EXERCISE INSTRUCTIONS: Using the data that follows, give again word for word the lines between the one holding "Image resolution: width=960" and the one holding "What are the", inclusive. Omit the pictures.

MATERIAL FOR THE TASK:
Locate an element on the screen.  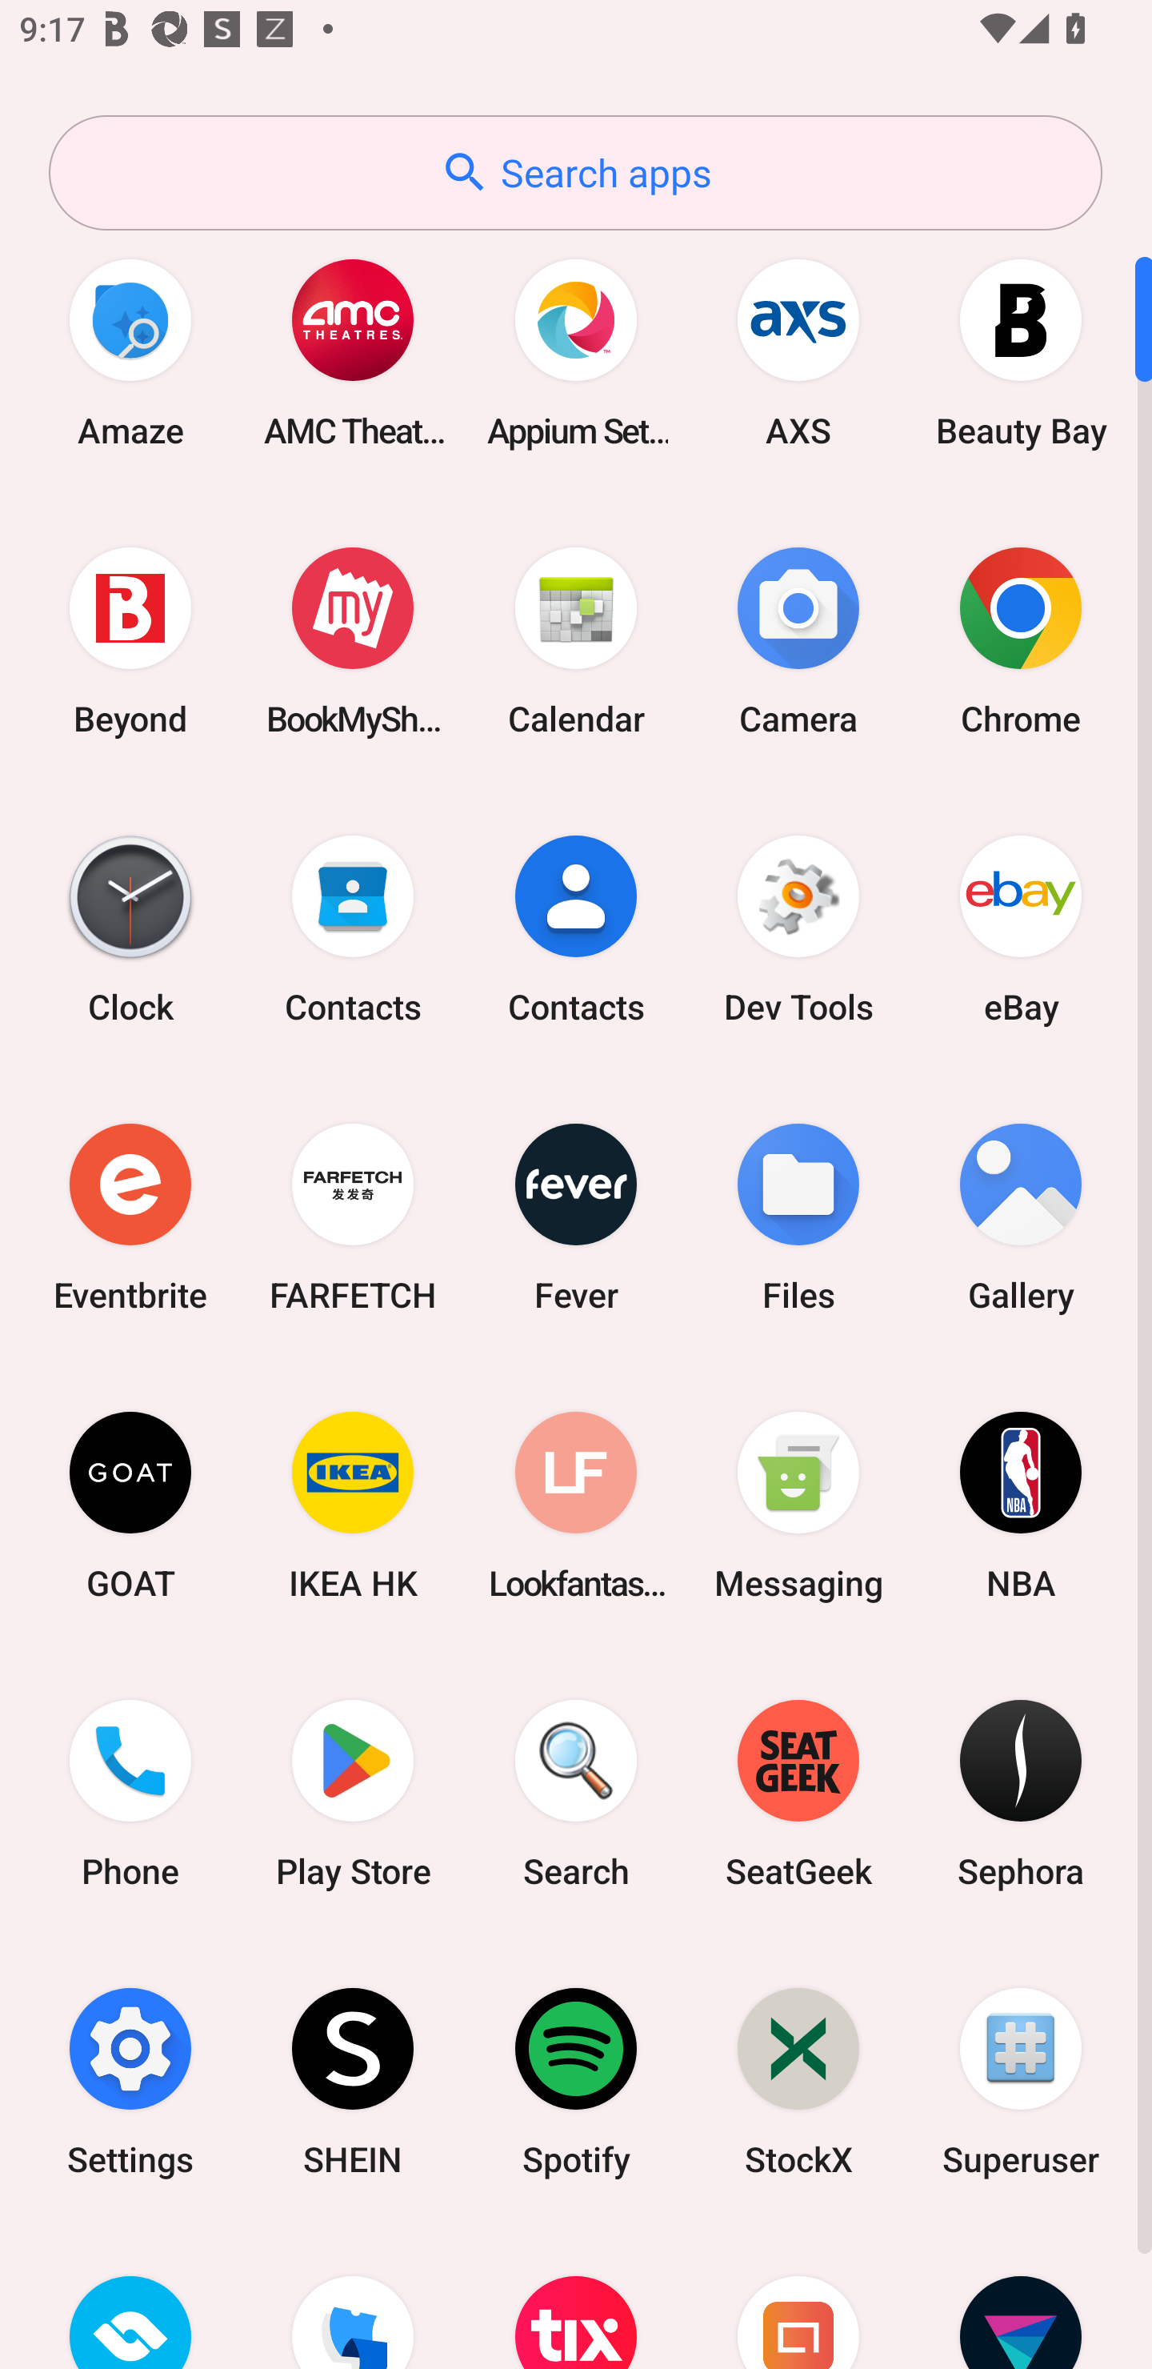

==

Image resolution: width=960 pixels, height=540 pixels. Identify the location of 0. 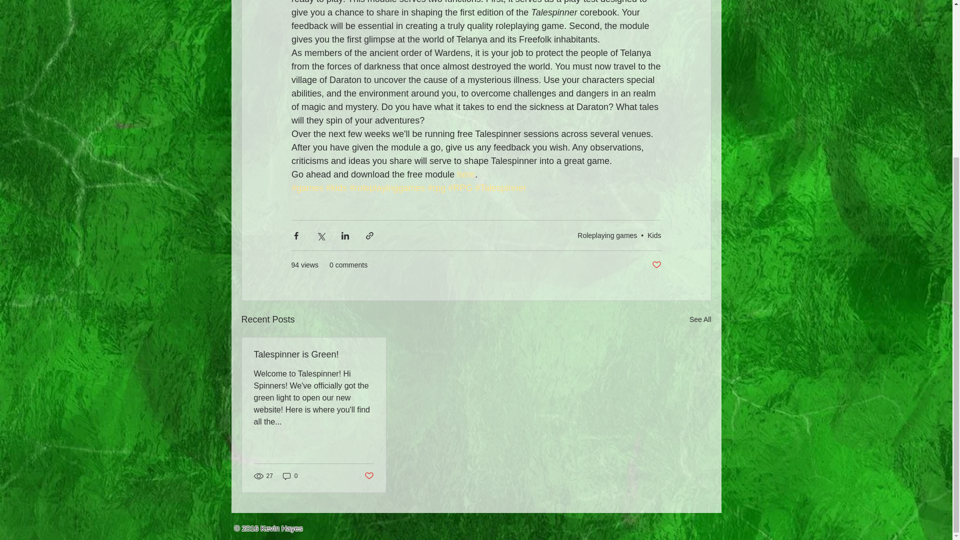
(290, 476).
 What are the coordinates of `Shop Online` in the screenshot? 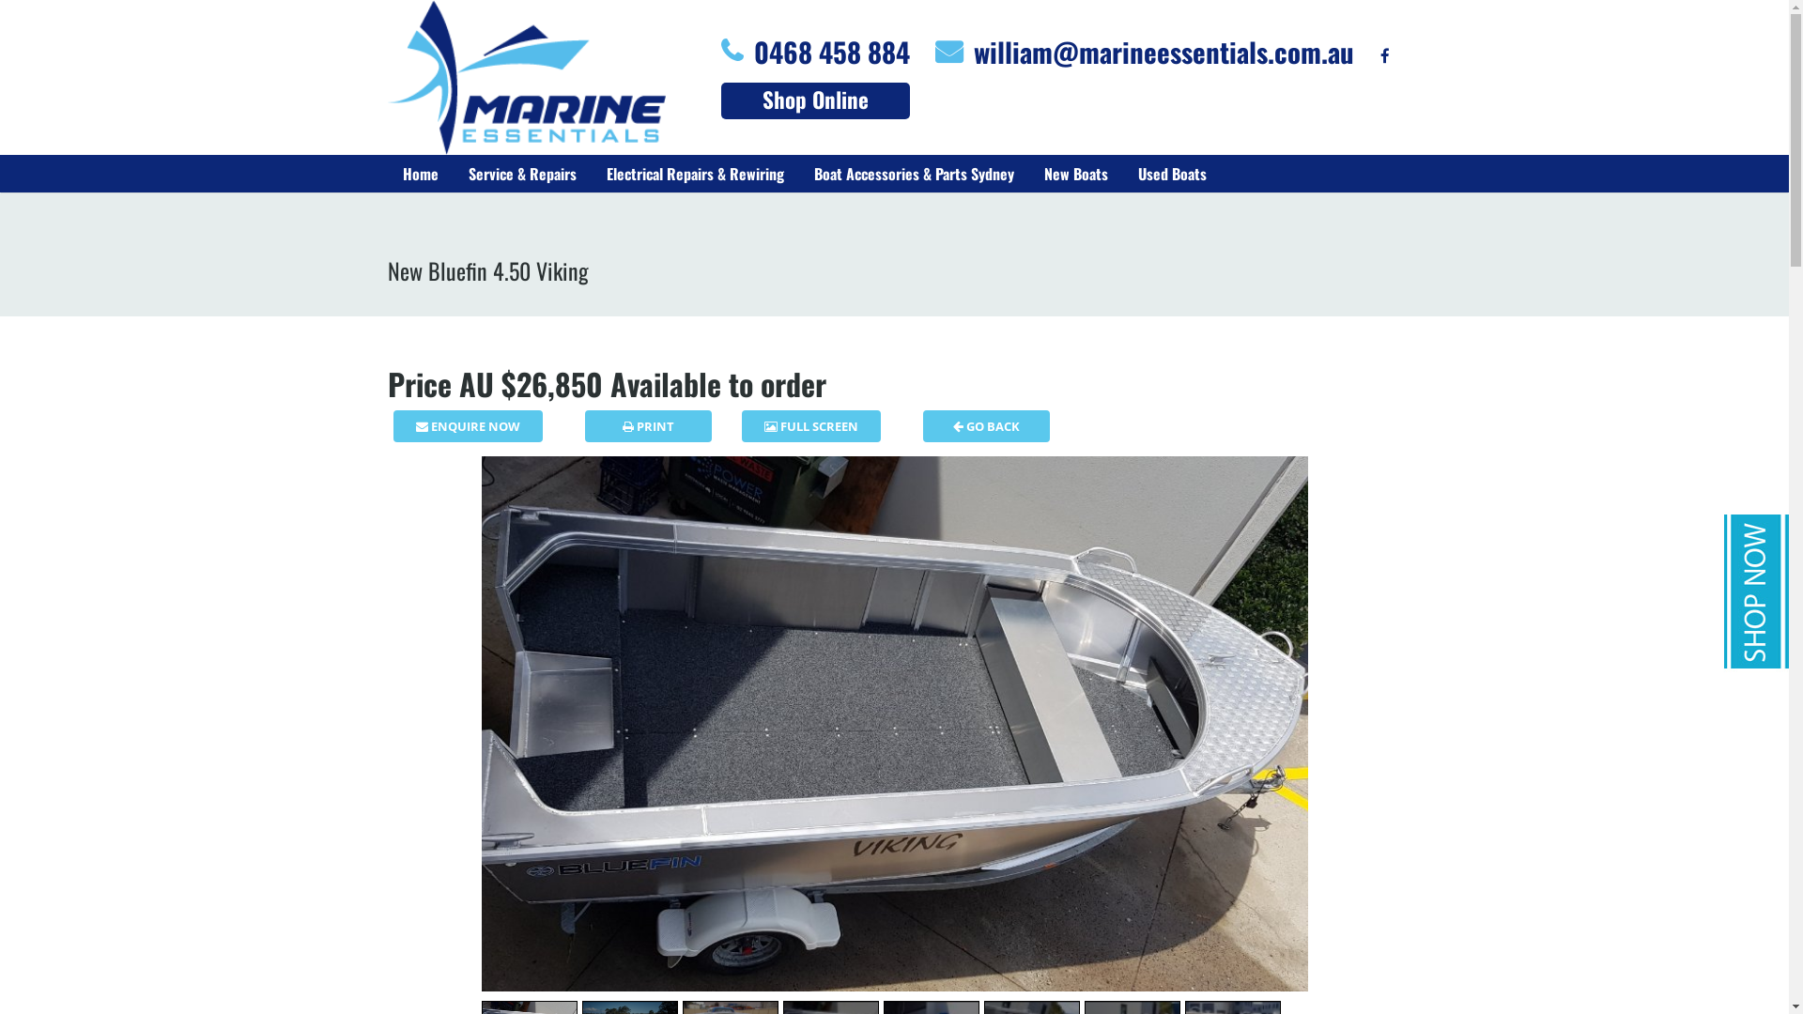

--

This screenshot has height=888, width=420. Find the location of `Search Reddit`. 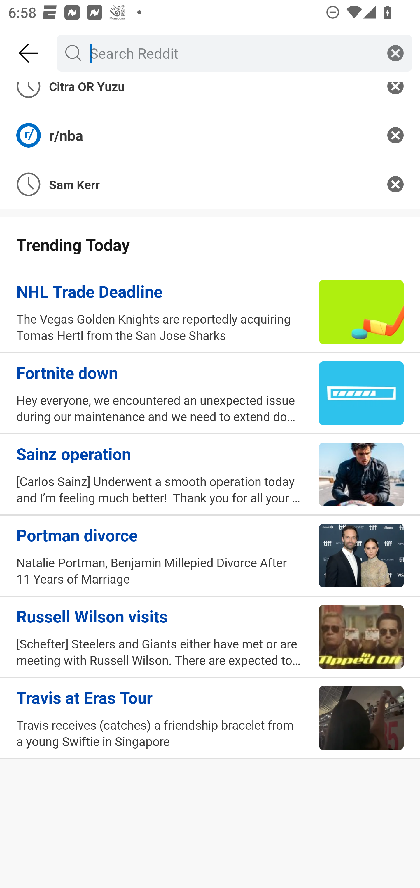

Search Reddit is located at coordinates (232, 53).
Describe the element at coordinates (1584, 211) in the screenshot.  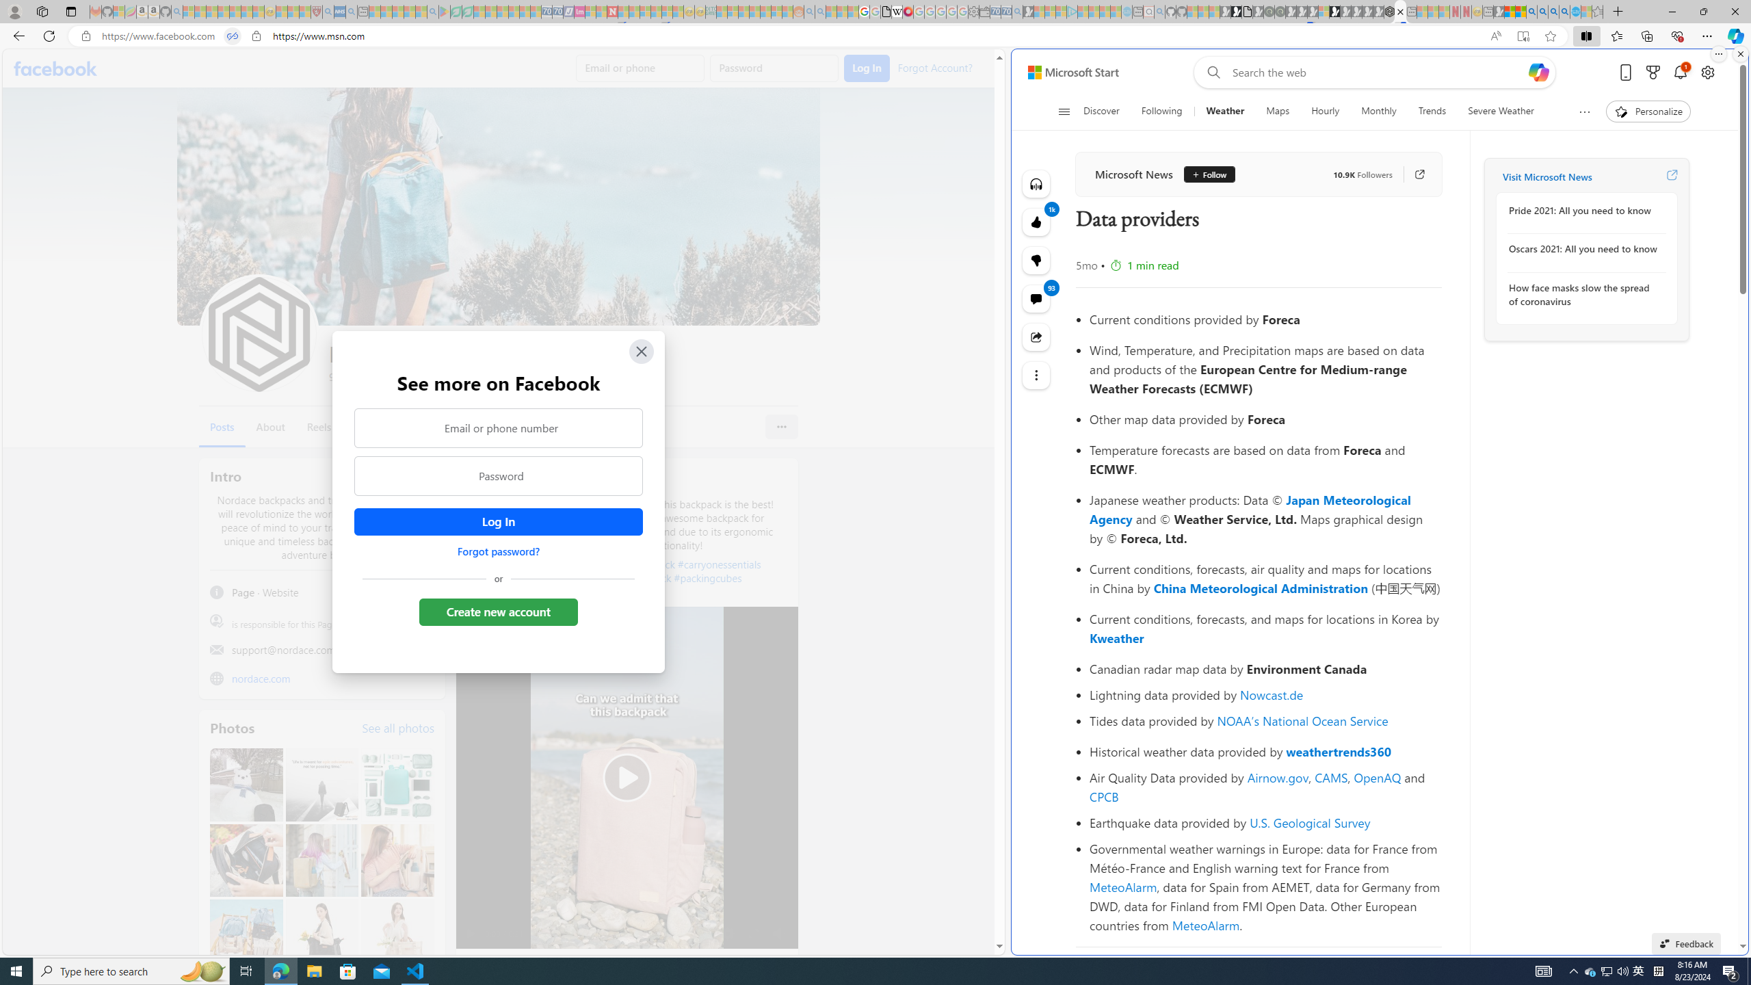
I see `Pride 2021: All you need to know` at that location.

EXERCISE SOLUTION:
Image resolution: width=960 pixels, height=540 pixels. Identify the location of 0. 
(290, 476).
 What are the coordinates of `Shop Online` in the screenshot? 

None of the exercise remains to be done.